Jinqi Ling

Jinqi Ling’s teaching and research focus on Asian American literary studies as a discourse constructed out of its engagement with and articulation through a specific set of historical contingencies and contexts. He is particularly interested in exploring the referential or cognitive function of this literature, as well as the conditions of its production and reproduction open to symptomatic reading and ideological transcoding.
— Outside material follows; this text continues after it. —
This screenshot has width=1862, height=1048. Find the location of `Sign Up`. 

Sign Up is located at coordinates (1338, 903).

His research method is chiefly informed by versions of Russian Formalism and, to a lesser extent, of structuralism and poststructuralism, with an emphasis on historicized aesthetics and formally motivated cultural criticism.
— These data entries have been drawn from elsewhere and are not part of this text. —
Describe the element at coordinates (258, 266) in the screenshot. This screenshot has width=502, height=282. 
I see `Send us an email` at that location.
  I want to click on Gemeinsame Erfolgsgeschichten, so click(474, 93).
He is the author of three monographs: Narrating Nationalisms: Ideology and Form in Asian American Literature (Oxford UP, 1998); Across Meridians: History and Figuration in Karen Tei Yamashita’s Transnational Novels (Stanford UP, 2012); and Asian American Literature (Bloomsbury’s essential criticism series, 2022). He is currently working on an article titled “Open Realist Genre, Riven Humanism: Rehistoricizing Yanghill Kang’s East Goes West,” and a book manuscript titled “The Experimental Temper: Early Asian American Prose Fiction and Its Formal Search, 1937-1968.”

Areas of Interest

Critical theory; Asian American literature; genre studies; and representational concerns at the intersection between realism and high modernism/early postmodernism

Marjorie Kagawa-Singer

Dr. Marjorie Kagawa-Singer is a professor at the UCLA School of Public Health and Asian American Studies Center. Presently her research focuses on developing standards of cultural competence in health care research and practice and reducing disparities in health outcomes for populations of color, especially Asian Americans, Native Hawaiians, and other Pacific Islanders. Dr. Kagawa-Singer serves on multiple local, state, and national committees involved with issues of ethnicity and health care. She has published, lectured nationally and internationally, and taught extensively on issues in cross-cultural health care, cancer, pain, grief and bereavement, end of life decision-making, and quality of life. She also serves as a consultant to community groups to reach underserved populations with cancer education and services.

Areas of Interest

Health disparities in cancer control among diverse ethnic populations; development of cross-culturally valid concepts and measures to expand existing behavior theories in PH using qualitative research methods, and applied through intervention studies primarily in the Asian American communities. Cultural competency training for health professionals, doctor/patient communication, and end-of-life care in multicultural populations.